The Puerto Rican Nation on the Move: Identities on the Island and in the United States

The Puerto Rican Nation on the Move: Identities on the Island and in the United States

by JorgeDuany (Author)

Synopsis

Puerto Ricans maintain a vibrant identity that bridges two very different places - the island of Puerto Rico and the U.S. mainland. Whether they live on the island, in the States, or divide time between the two, most imagine Puerto Rico as a separate nation and view themselves primarily as Puerto Rican. At the same time, Puerto Ricans have been U.S. citizens since 1917, and Puerto Rico has been a U.S. commonwealth since 1952. Jorge Duany uses previously untapped primary sources to bring new insights to questions of Puerto Rican identity, nationalism, and migration. Drawing a distinction between political and cultural nationalism, Duany argues that the Puerto Rican nation must be understood as a new kind of translocal entity with deep cultural continuities. He documents a strong sharing of culture between island and mainland, with diasporic communities tightly linked to island life by a steady circular migration. Duany explores the Puerto Rican sense of nationhood by looking at cultural representations produced by Puerto Ricans and considering how others - American anthropologists, photographers, and museum curators, for example - have represented the nation. His sources of information include ethnographic fieldwork, archival research, interviews, surveys, censuses, newspaper articles, personal documents, and literary texts.

$48.26

Quantity

20+ in stock

More Information

Format: Paperback
Pages: 448
Publisher: The University of North Carolina Press
Published: 30 Sep 2002

ISBN 10: 0807853720
ISBN 13: 9780807853726

Media Reviews
[A] wide-ranging exploration of Puerto Rican identity, past and present. - Nancy Morris, author of Puerto Rico: Culture, Politics, and Identity
Author Bio
Jorge Duany is professor of anthropology at the University of Puerto Rico in Rio Piedras and coauthor of Cubans in Puerto Rico: Ethnic Economy and Cultural Identity. He has held teaching and research appointments in the United States, most recently as a visiting professor at the University of Michigan.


» **WORK TO BE COMPLETED**
In the material below, find each line with the string "pixels" and copy it.

» **ENTRIES SUPPLIED**
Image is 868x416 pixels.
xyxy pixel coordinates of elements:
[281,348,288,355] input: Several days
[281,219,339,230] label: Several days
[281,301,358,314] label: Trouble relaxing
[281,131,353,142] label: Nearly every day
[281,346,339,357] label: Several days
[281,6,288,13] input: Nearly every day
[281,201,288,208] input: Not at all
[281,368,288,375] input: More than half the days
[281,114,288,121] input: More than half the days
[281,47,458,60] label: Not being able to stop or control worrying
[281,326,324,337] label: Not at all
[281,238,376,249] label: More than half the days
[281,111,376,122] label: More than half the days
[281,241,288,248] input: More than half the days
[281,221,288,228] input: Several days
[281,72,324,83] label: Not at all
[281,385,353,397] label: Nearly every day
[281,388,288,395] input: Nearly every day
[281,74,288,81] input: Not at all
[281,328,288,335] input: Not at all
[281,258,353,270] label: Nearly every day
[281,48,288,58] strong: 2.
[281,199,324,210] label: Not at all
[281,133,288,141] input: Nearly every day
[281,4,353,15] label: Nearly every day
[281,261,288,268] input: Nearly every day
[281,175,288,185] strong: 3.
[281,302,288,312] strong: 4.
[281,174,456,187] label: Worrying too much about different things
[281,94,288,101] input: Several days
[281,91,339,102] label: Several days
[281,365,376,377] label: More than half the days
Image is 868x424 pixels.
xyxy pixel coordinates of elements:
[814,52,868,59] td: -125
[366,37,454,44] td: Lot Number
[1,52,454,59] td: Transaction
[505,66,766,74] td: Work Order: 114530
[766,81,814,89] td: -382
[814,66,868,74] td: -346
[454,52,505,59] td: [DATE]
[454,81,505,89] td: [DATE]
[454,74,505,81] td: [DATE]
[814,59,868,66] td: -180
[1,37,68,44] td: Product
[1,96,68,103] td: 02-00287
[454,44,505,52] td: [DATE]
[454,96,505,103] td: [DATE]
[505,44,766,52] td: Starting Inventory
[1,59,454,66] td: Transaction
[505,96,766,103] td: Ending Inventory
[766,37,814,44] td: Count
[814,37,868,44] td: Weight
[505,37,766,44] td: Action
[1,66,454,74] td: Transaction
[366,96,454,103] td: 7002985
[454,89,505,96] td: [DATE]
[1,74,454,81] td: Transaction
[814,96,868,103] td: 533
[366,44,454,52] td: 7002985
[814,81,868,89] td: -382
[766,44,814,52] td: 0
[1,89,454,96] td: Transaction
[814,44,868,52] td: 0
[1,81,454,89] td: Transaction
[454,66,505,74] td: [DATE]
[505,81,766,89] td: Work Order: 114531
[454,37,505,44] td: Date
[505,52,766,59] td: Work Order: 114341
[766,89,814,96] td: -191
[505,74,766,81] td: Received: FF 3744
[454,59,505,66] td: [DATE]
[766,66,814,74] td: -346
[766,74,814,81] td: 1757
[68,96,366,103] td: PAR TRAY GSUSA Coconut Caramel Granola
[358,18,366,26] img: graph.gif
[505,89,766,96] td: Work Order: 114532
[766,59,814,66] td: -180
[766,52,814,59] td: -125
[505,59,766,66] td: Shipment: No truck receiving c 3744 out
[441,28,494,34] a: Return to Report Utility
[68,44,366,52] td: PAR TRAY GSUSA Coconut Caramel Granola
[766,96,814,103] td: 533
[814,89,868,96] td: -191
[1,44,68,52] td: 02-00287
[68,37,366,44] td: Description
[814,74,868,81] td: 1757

» **SOLUTION BELOW**
Image is 868x416 pixels.
Image is 868x424 pixels.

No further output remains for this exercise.